Example: Revenue for the last 60 days by product group

  • Must not call export_job
  • Must attach semantic_metric and metric binding
  • Only fails if retries increase, datasets expand, or latency regresses beyond the threshold

How to Adopt Without Boiling the Ocean

Start with the tools that have the largest blast radius.

  • Write contracts for semantic_metric and warehouse_query first
  • Add required evidence fields such as dataset IDs, fingerprints, and policy decision IDs
  • Add auto-rollback rules and canaries
  • Add contract enforcements at the tool gateway (retries, timeouts, loop ceilings)
  • Create 10–30 golden traces and run them on every prompt, router, or model change

The hardest part is not writing the template — it’s defining success criteria that represent trustworthy analytics, not just a tool that returned a result.

Conclusion

We want agents to feel magical to users but boring to operators.
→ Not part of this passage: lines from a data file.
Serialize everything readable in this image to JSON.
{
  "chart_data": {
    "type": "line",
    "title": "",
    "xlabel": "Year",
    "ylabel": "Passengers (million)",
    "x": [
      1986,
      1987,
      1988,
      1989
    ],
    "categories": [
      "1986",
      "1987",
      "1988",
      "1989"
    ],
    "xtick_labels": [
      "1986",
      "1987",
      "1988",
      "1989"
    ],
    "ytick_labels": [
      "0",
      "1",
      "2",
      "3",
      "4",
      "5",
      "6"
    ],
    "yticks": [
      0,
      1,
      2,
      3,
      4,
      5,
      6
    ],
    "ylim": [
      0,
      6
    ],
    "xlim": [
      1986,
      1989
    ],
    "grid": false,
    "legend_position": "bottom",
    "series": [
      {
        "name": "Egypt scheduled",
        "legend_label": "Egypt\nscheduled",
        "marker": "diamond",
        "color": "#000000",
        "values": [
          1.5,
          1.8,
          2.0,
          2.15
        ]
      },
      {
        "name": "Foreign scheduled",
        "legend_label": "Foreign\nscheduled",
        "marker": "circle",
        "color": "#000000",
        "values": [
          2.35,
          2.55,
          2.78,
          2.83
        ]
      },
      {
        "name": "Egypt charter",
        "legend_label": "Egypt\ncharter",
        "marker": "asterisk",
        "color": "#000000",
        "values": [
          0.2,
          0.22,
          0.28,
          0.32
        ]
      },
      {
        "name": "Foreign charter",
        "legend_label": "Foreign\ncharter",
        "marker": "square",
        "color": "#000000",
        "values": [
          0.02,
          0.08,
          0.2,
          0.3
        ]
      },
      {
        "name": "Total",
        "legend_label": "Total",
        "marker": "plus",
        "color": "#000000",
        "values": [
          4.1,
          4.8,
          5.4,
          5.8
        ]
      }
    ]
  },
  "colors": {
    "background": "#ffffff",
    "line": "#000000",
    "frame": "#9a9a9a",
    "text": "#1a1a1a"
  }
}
Tool calls should be governed, predictable, and testable like any other production system. When they are, agents stop being a source of surprise incidents.

Prompts describe intent, but contracts enforce reality. When the next model upgrade or schema change arrives, agent contracts help keep tool behavior stable, within budget, and compliant.

Tool Data (computing)

Opinions expressed by DZone contributors are their own.